No, no, not the financial one from which you are even now picking the shards of glass and twisted metal from your bank account and pension fund, I mean the film, "Crash", directed by Paul Haggis. I am sure you will all be pleased to see that here, at Duff & Nonsense, our constant endeavour to bring you reviews of the very latest releases at lightening speed is well up to standard as the film was only released in 2004! Thus, I must assume that most of you have seen it, and if you haven't, then buy the DVD - now!
I missed it in the cinema - damn! - but saw it on TV a couple of years ago, and then again last night on Channel 4 Films. It is a tale of damnation and salvation demonstrated with great skill by Paul Haggis who has taken his scalpel and removed a thin slice of Los Angeles life, from the top in the District Attorney's office, to the bottom in the back of a stolen truck filled with illegal Asian immigrants, and shows us with forensic intelligence the myriad of connections between them all. It is a walking, talking depiction of the great truth expresssed by Freidrich Hayek that modern societies are simply too huge, too complex, too dynamic, for any bureaucracy, even armed with the biggest computers in the world, to fully comprehend. It also has the wisdom to point up what is, perhaps, the greatest influence in all of our lives no matter how well we are organised - chance? - fate? - co-incidence? - the law of unintended consequences? - call it what you will.

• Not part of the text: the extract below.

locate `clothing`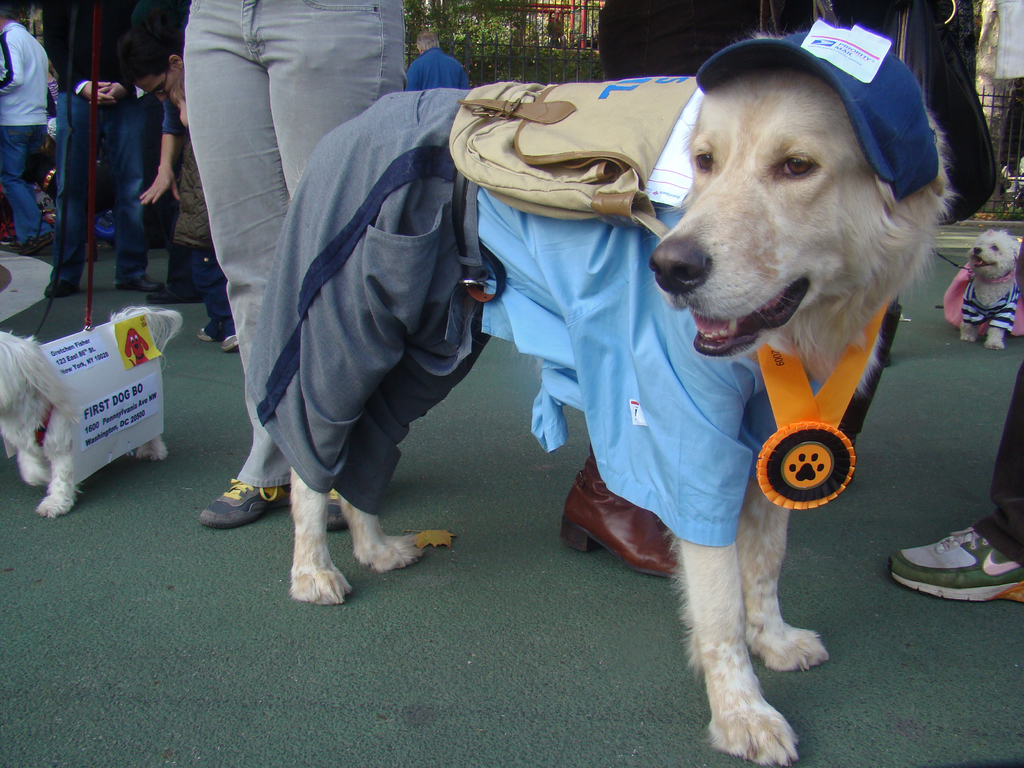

Just about everyone in this story starts as one thing but ends up, if not exactly as something else, then definitely in an altered state of either being or awareness. Some of them are clearly conscious of this, some only comprehend it dimly. None of them are entirely bad, any more than they are wholly good. Setting them off, in the background, hovering above, beyond and all around these individuals and their trials and tribulations, there is the teeming, non-stop energy of life and death in Los Angeles. This is a superb film, one of the very few that can be watched over and over. Do not, under any circumstances, miss it.

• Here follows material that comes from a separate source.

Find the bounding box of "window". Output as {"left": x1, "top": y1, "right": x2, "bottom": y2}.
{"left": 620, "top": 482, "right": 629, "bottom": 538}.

We caught a bit of Mary Poppins the other day. There were some longeurs, but it really is rather good. Its about the Human Condition, but not all of the Human Condition.
Posted by: dearieme | Tuesday, 04 November 2008 at 19:02
Never seen it, 'DM', always felt that any film with an actor in it called 'Dick van Dyke' was probably going to be too risque for me!
Welcome back, by the way.
Posted by: David Duff | Tuesday, 04 November 2008 at 20:34
I'm so glad to hear you liked "Crash." I loved it, too.

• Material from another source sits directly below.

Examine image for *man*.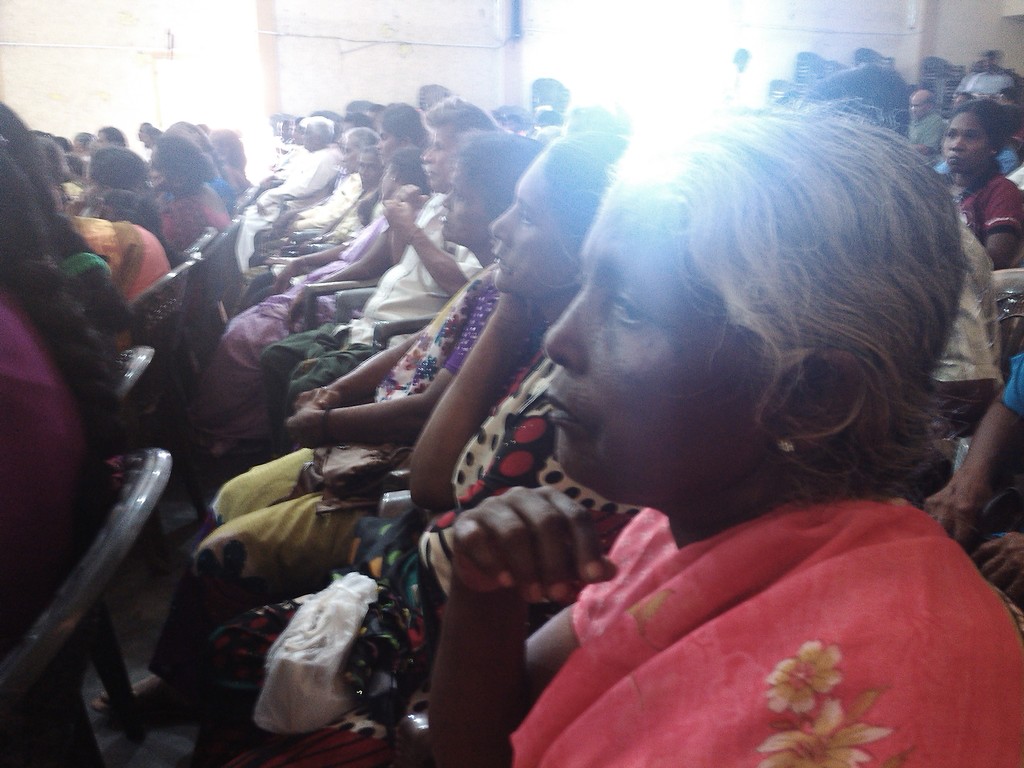
Examination result: {"left": 260, "top": 126, "right": 380, "bottom": 236}.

Posted by: Sister Wolf | Wednesday, 05 November 2008 at 08:03
Crash is a wonderful film.
There's actually another film, also called Crash which you might enjoy too.
Posted by: Larry Teabag | Wednesday, 05 November 2008 at 23:15
Yes, thank you, 'Teabag', I know all about that one. Perhaps you would care to provide us all with a learned critique - I have it on good authority that you have watched it so many times your lips move in synch with the dialogue!